My Synopsis.
Imagine
This: You are early twenties, a fashion student and you have a
fetish for men with beards (the longer the length measurable in inches, the
higher the attraction). New year comes with resolutions to be good at what you
do (fashion, making the routine calls to your mum and meeting up with your
friends for a girl’s night out). Of course, if a good man comes by, you could
ditch your celibacy and stop shagging anything without beard and perhaps think
of a more stable relationship.
Your life isn’t perfect. Or even what you hoped for. But at
least, you’ve got friends who arm you with lots of their opinions on sex,
relationship and men enough to get you writing an advice book. You’ve
occasionally ‘interned’ for fashion designer who knows your name whenever he
needs you on the job. You’ve got a paying job with a boss who you do not want
to admit you have the hots for, and might also have the hots for you too (what
with him not having a beard and all?). And you have been sleeping with this
struggling musician from a band with a nice beard and a nice face. You wouldn’t
want to think you are serious with him. But the relationship (or call it
whatever) has passed normal Fuck ‘Em and Ditch ‘Em phase.
But then something seems missing in your life. Something
you’d rather want than what Guy With Lots of Beard can give. Something you
would want with clean-shaven boss but you wouldn’t admit. Until another lady
comes in the picture.
But could your happy-ending be beyond gaining the man of
your dreams (which you are nowhere close to), dumping the beard in your bed, or
something more?
Georgie’s
life summed up for your entertainment.
MY
REVIEW
The storyline of this book was good. Girl going celibate
because she gets dumped, hurt and heartbroken by men who are complete tossers,
Girl works hours to bring out her fashion line in fashion school, Girl meets OK
guy, Girl settles with OK guy, Girl has perfect guy in sight, Perfect Guy might
have another girl in sight, Girl wonders if she’s really meant to choose OK
because that’s better than choosing perfect and getting dumped amidst lending a
sympathetic ear to the complicated problems of her friends. Beautiful.
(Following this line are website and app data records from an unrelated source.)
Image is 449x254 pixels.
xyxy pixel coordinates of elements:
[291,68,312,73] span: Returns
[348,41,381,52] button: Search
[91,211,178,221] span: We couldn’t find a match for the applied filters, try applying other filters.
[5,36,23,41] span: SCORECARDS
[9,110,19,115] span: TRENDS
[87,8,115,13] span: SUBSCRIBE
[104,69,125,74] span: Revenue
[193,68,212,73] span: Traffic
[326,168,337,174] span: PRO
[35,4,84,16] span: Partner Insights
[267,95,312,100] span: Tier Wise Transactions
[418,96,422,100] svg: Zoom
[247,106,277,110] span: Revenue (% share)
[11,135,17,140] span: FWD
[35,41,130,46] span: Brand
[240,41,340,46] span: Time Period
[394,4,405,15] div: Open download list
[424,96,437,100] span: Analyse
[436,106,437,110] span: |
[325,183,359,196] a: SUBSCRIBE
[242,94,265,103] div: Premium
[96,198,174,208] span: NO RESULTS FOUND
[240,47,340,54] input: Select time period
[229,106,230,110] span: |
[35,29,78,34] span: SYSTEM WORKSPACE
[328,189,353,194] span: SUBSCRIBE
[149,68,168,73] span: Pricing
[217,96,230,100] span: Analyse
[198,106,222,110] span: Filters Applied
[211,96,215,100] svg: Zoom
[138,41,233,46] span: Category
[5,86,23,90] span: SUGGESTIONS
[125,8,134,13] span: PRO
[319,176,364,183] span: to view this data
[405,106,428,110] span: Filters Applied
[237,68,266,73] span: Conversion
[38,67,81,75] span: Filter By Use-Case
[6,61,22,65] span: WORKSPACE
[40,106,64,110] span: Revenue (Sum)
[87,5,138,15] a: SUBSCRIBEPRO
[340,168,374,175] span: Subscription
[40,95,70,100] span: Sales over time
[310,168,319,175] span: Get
Georgie had so much flesh as someone who couldn’t be
fictitious. I’m not sure, but I felt I was reading the exact life of Elizabeth
Aaron, like a memoir of the sorts. So there was no point in just enjoying the
story, but having this connection with the main character as you would someone
in real life is just super. From her lengthy thoughts on relationships, sex,
and men, you get the feeling you are not reading just a book, but reading a
real-life story penned in a book. ── ★
The other characters made reading this title too worth it.
From Georgie’s mom, who’s bent on letting Georgie forgo a degree and pin down
that man for marriage. Georgie’s dad whose story with her mum and his mistress
I enjoyed most. There’s also Sarah (the loud-mouthed friend), Henry (her
boyfriend) and Alistair (her teenage ex she was having an affair with) whose
drama I adored. Julian (the snotty gay friend), Theo (his boyfriend) and Marco
(the co-worker blackmailing the former if he didn’t have sexual relations with
him he’d make him lose his job and the love of his life). Beardy (the dodgy
asshole kinda boyfriend), was an all-time jackass who stirred up emotions in me
that kept me seething with anger throughout the novel. Scott (Mr. Scottish
Perfect) also held my interest too. A star to the characters. ── ★★
Humor was good. How could it not be if you had the world’s
funniest, most opinionated friends with a hilarious take on mostly sex,
relationships, men (douchebags) and feminism. I looked forward to Georgie’s
night outs with her friends. ── ★★★
I liked this book. But I really wanted to ‘love, love’ it.
It had a good take-off, but then interest petered out as things became a bit
monotonous, but raced towards some parts of the middle to the end. ── ★★★★
My rating: Four stars (4/5).
Elizabeth Aaron’s fine debut which borders more on real life
than it does on fiction is available on Amazon.
I recommend this book to anyone who loves fashion or not.
Anyone who wants chick-lit that seems more true to life or not. And anyone who
wants one of those titles with a perfect end (because everybody really loves a
book with a perfect ending teamed with reader/character fulfillment).
My work not done here. Off to post my review on Goodreads.